A Henry County man has been sentenced to life in prison without the possibility of parole for 25 years for the murder of one man, arson, and the attempted murder of another man.

Gregory Mason Heightchew, 25, was sentenced in Henry County Circuit Court on April 18 for the gruesome 2018 murder of Elijah Creekmore of Henry County and the attempted murder of Henry County resident Demarcus Pinion. He was found guilty in February by a Henry County jury.

Police said Heightchew used a Remington 1911 R1 .45-caliber pistol to shoot Creekmore at Heightchew’s Lake Jericho Road residence before he and Joshua Jackson (who previously pleaded guilty to complicity to murder, complicity to arson and tampering with evidence in the case) loaded Creekmore into a 2005 Chevy Impala then drove to the Six Mile Creek location and set the car on fire with Creekmore inside.

“All that was left were ashes and horrible images,” Creekmore’s aunt, Lisa, said during the victim impact statement portion of the sentencing hearing.

Prosecutor Courtney Baxter, commonwealth’s attorney for the 12th Judicial Circuit, said during the hearing she’d never prosecuted such a horrible crime in her 19 years of service, and recommended the maximum penalty to Judge Jerry Crosby, who handed down the sentence.

Crosby sentenced Heightchew to life without the possibility of parole for 25 years on the murder charge; life without the possibility of parole for 25 years on a charge of first-degree arson; 20 years for attempted murder; and five years for tampering with physical evidence.
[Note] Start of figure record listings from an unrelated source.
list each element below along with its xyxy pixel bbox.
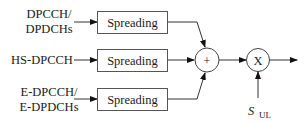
spreading-label-1: Spreading bbox=[107, 16, 158, 30]
spreading-block-3: Spreading bbox=[98, 89, 168, 111]
scrambling-code-subscript: UL bbox=[259, 110, 271, 120]
sum-node: + bbox=[195, 48, 219, 72]
multiply-icon: X bbox=[253, 54, 262, 68]
spreading-block-1: Spreading bbox=[98, 12, 168, 34]
input-label-dpdchs: DPDCHs bbox=[25, 22, 72, 36]
input-label-e-dpcch: E-DPCCH/ bbox=[21, 85, 78, 99]
spreading-label-3: Spreading bbox=[107, 93, 158, 107]
input-label-dpcch: DPCCH/ bbox=[26, 7, 72, 21]
scrambling-code-label: S bbox=[248, 104, 255, 118]
arrow-block1-to-sum bbox=[168, 22, 205, 47]
input-label-e-dpdchs: E-DPDCHs bbox=[19, 100, 78, 114]
uplink-spreading-diagram: DPCCH/ DPDCHs HS-DPCCH E-DPCCH/ E-DPDCHs… bbox=[0, 0, 307, 123]
multiply-node: X bbox=[247, 49, 270, 72]
spreading-label-2: Spreading bbox=[107, 54, 158, 68]
spreading-block-2: Spreading bbox=[98, 50, 168, 72]
input-label-hs-dpcch: HS-DPCCH bbox=[11, 53, 73, 67]
arrow-block3-to-sum bbox=[168, 73, 205, 99]
plus-icon: + bbox=[204, 54, 211, 68]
The sentencing amounts for each is concurrent.

Following his conviction, his attorney, Erin Kennedy-Startzman, said the Heightchew conviction will be further pursued.

“He (Heightchew) maintains his innocence,” she said. “We look forward to the appeal.”

She cited a confession attributed to Joshua Jackson (which Judge Crosby ruled inadmissible for the trial) that stated Jackson, not Heightchew, committed the murder and arson.

“His intent to do an affidavit was clear,” she said of Jackson, who Judge Crosby found in contempt of court for violation of his plea agreement when he refused to testify in the Heightchew trial.

Jackson received 30 years of servable prison time for his convictions of complicity to murder and arson in addition to tampering with physical evidence.